0226983358_Virus

(Ann) #1

As scientists discovered endogenous retroviruses in other species, they naturally wondered about
our own DNA. After all, we suffer infections from many retroviruses. Virologists tried coaxing
endogenous retroviruses out of human cells without any luck. But when they scanned the human
genome, they found many segments of DNA that bore a striking resemblance to retroviruses. Many of
those segments resembled retrovirus-like segments in apes and monkeys, suggesting that they had
infected our ancestors thirty million years ago or more. But some of the retrovirus-like segments in
the human genome had no counterparts in any other species. It was possible that the segments unique
to humans started out as retroviruses that infected our ancestors a million years ago.
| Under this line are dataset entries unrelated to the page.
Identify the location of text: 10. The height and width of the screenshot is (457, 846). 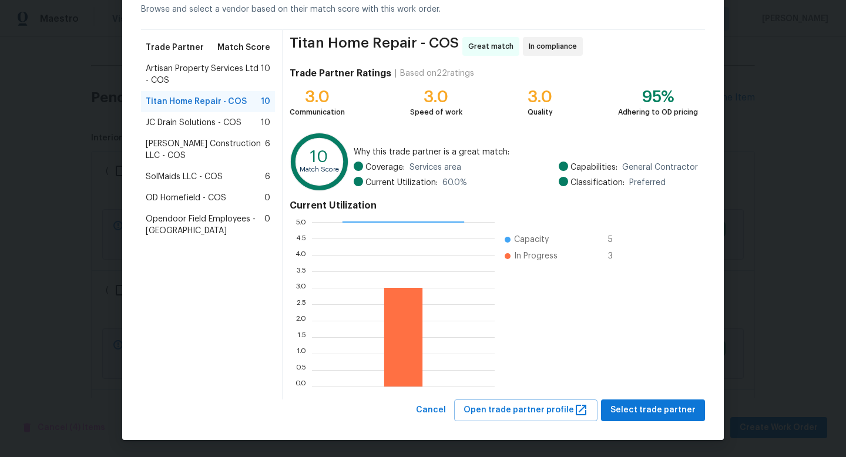
(319, 157).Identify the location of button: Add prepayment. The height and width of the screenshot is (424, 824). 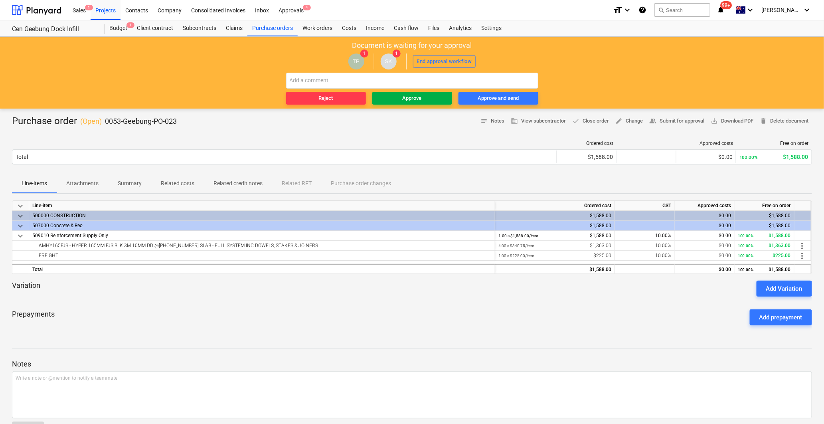
(781, 317).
To test this idea, Thierry Heidmann, a researcher at the Gustave Roussy Institute in Villejuif,
France, tried to bring a human endogenous retrovirus back to life. Searching through the genomes of
different people, he and his colleagues found slightly different versions of one retrovirus-like
segment. These differences presumably arose after a retrovirus became trapped in the genomes of
ancient humans. In their descendants, mutations struck different parts of the virus’s DNA.


Heidmann and his colleagues compared the variants of the virus-like sequence. It was as if they
found four copies of a play by Shakespeare, each transcribed by a slightly careless clerk. Each clerk
might make his own set of mistakes. Each copy might have a different version of the same word—say,
wheregore, sherefore, whorefore, wherefrom. By comparing all four versions, an historian could
figure out that the original word was wherefore.
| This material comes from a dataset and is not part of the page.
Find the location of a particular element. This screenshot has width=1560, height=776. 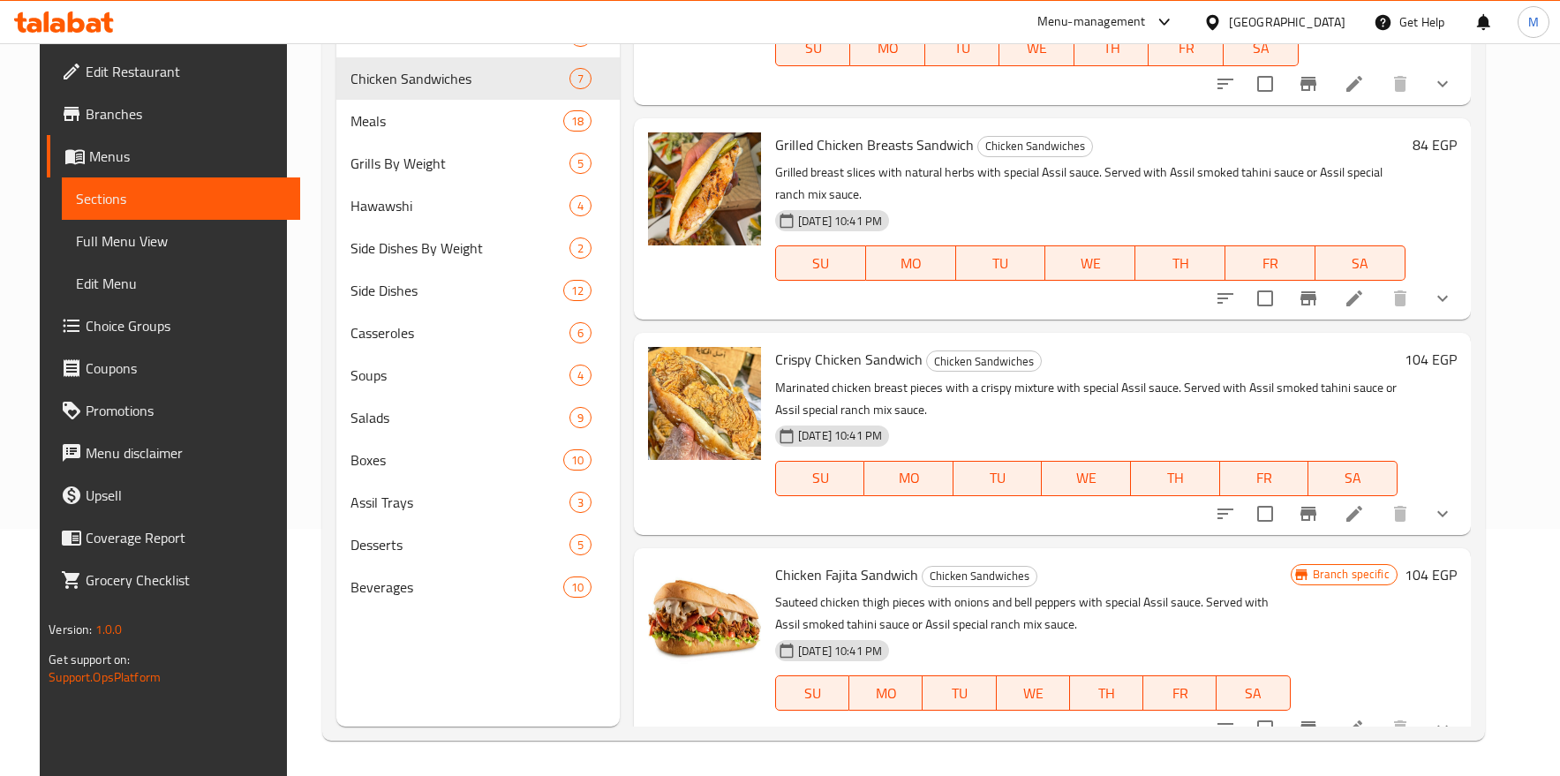

span: 5 is located at coordinates (580, 545).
Using this method, Heidmann and his fellow scientists were able to use the mutated versions in
living humans to determine the original sequence of the DNA. They then synthesized a piece of DNA
with a matching sequence and insert it into human cells they reared in a culture dish. Some of the cells
produced new viruses that could infect other cells. In other words, the original sequence of the DNA
had been a living, functioning virus. In 2006, Heidmann named the virus Phoenix, for the mythical
bird that rose from its own ashes.


Retroviruses are a major threat to human health when they’re free-living, but even after they
become endogenous they remain dangerous. Mutations can give them back the ability to make full-
blown viruses that can escape and cause new infections and even cause cancer. Endogenous
retroviruses that can only insert new copies of their DNA into their host genome are dangerous as
well, because they can cause genes that are shut down to switch on at the wrong times. The threat
from endogenous retroviruses is so great, in fact, that our ancestors evolved weapons that exist only
to keep these viruses from spreading.


Paul Bieniasz, a virologist at Rockefeller University, discovered two of these weapons in 2007 by
reviving an endogenous retrovirus, as Hiedmann’s team had revived Phoenix the year before.
Bieniasz dubbed his resurrected virus HERV-K[con]. When he infected human cells with it, he found
that the cells could fight the virus using two proteins called APOBEC 3. Bieniasz’s experiments


suggest that APOBEC 3 homes in on endogenous retroviruses as they are making new copies of


themselves destined to be inserted back into the host’s genome. The protein upsets the gene-copying
process so that the new copies of the viruses pick up extra mutations. The extra mutations act like a
hail of bullets. Some of them don’t cause any harm, but if one of them hits a vital spot in the virus’s
DNA, it can cripple the virus so that it can no longer reproduce.